I've been following a Computer Graphics course for a few weeks with an exam coming up, however I've gotten stuck on the topic of index buffers.
I know that a vertex buffer stores all vertices of a mesh. Now suppose we wish to make a cube. This means there are 8 vertices required to construct it. Each vertex is composed of 3 coordinates (x,y,z), thus the vertex buffer will be taking up 3 x 8 = 24 units of space.
I've read that index-buffers store the indices of vertices. So the indices of the vertices of our cube would be 1 to 8. This means 1 triangle takes up 3 units of space.
A question bothering me is: How many units of space would our index-buffer take?
I reason that a cube has 6 faces. Each face is composed of 2 triangles. This means there are 12 triangles, thus the index-buffer would take 3 x 12 = 36 units of space. (I used this site to reach this conclusion: https://msdn.microsoft.com/en-us/library/windows/desktop/bb147325(v=vs.85).aspx). However, my answer sheet claims it is 32.
Normally I wouldn't bother to post on StackOverflow and just ask my teacher, however he is currently on holiday and won't be back until after the exam. Thus, can anyone explain to me how the size of the index-buffer is regulated? (Assume it is the index-buffer used in OpenGL, if that matters).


(EXERCISE PROMPT) Select and reproduce each line of the listing below that bears the string "button".
DATASET RECORDS Block Start
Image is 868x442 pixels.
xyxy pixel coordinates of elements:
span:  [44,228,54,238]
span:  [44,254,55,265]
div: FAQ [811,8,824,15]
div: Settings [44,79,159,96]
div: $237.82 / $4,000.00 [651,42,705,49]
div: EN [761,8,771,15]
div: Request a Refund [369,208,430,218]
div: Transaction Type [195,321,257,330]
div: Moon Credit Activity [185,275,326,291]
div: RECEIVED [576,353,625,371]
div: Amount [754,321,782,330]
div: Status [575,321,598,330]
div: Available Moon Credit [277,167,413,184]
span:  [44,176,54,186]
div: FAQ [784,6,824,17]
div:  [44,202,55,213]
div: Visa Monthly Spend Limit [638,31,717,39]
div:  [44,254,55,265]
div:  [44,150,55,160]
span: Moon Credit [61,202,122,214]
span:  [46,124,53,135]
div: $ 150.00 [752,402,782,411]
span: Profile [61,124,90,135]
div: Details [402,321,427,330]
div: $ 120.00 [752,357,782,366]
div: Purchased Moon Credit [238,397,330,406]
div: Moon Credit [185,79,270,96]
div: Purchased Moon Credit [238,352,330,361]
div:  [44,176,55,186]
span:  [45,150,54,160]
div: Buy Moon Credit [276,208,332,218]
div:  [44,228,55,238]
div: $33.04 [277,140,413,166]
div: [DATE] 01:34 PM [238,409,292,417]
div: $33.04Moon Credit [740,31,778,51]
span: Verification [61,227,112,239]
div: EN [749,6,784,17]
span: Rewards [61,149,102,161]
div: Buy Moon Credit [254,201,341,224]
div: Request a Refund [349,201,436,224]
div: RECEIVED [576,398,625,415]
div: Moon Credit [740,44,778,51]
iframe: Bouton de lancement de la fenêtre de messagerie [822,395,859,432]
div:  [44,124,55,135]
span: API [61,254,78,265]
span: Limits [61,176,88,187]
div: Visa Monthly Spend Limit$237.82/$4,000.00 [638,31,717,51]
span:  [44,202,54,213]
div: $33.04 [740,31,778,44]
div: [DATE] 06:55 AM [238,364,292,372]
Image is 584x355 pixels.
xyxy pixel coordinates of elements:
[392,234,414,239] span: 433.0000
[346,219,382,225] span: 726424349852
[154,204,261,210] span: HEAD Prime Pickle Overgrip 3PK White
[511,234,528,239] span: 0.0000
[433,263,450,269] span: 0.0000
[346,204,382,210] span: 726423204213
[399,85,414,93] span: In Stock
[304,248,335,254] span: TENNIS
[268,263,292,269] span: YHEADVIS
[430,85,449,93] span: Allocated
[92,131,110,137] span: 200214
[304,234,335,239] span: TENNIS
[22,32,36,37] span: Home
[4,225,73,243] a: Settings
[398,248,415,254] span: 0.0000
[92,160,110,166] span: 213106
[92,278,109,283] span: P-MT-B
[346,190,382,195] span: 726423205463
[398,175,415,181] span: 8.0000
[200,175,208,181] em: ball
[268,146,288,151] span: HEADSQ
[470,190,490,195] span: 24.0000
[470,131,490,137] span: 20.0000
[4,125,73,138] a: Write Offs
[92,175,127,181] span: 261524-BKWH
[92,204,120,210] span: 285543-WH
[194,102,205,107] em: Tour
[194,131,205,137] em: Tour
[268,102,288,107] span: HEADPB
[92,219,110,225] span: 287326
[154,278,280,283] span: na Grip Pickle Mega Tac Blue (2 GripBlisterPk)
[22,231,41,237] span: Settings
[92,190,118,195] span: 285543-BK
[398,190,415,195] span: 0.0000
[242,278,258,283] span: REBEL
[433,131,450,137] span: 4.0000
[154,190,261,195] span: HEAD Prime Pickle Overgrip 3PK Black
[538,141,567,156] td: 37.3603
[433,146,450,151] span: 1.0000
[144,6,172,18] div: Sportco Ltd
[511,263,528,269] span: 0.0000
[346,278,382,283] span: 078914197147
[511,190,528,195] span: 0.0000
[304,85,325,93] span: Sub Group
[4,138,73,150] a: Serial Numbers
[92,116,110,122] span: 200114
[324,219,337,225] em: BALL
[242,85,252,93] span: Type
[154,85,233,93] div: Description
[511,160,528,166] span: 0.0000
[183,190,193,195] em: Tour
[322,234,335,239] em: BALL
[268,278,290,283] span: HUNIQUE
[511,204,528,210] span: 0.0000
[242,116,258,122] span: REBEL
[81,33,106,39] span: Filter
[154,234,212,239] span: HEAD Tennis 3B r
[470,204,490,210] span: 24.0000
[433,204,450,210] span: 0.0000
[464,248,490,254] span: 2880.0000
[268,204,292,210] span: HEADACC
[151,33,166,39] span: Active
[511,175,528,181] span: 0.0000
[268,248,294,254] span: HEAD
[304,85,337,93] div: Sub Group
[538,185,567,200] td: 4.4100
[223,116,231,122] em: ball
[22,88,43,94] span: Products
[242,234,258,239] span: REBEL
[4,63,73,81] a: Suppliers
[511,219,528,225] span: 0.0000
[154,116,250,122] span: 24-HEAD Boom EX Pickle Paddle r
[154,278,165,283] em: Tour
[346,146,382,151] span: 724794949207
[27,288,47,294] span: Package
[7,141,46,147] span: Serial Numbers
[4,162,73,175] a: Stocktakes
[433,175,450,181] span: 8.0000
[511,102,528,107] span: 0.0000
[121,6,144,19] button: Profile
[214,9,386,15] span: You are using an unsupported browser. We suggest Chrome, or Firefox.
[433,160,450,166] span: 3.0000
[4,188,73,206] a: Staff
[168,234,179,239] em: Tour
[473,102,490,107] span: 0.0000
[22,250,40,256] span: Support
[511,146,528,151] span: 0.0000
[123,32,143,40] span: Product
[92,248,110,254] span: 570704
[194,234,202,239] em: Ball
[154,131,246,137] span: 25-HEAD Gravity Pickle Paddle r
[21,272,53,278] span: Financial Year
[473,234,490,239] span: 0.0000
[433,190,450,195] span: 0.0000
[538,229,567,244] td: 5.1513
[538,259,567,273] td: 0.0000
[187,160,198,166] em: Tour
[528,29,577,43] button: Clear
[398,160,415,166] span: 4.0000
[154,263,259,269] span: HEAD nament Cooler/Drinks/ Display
DATASET RECORDS Block End
(SOLVED PROBLEM)
[121,6,144,19] button: Profile
[528,29,577,43] button: Clear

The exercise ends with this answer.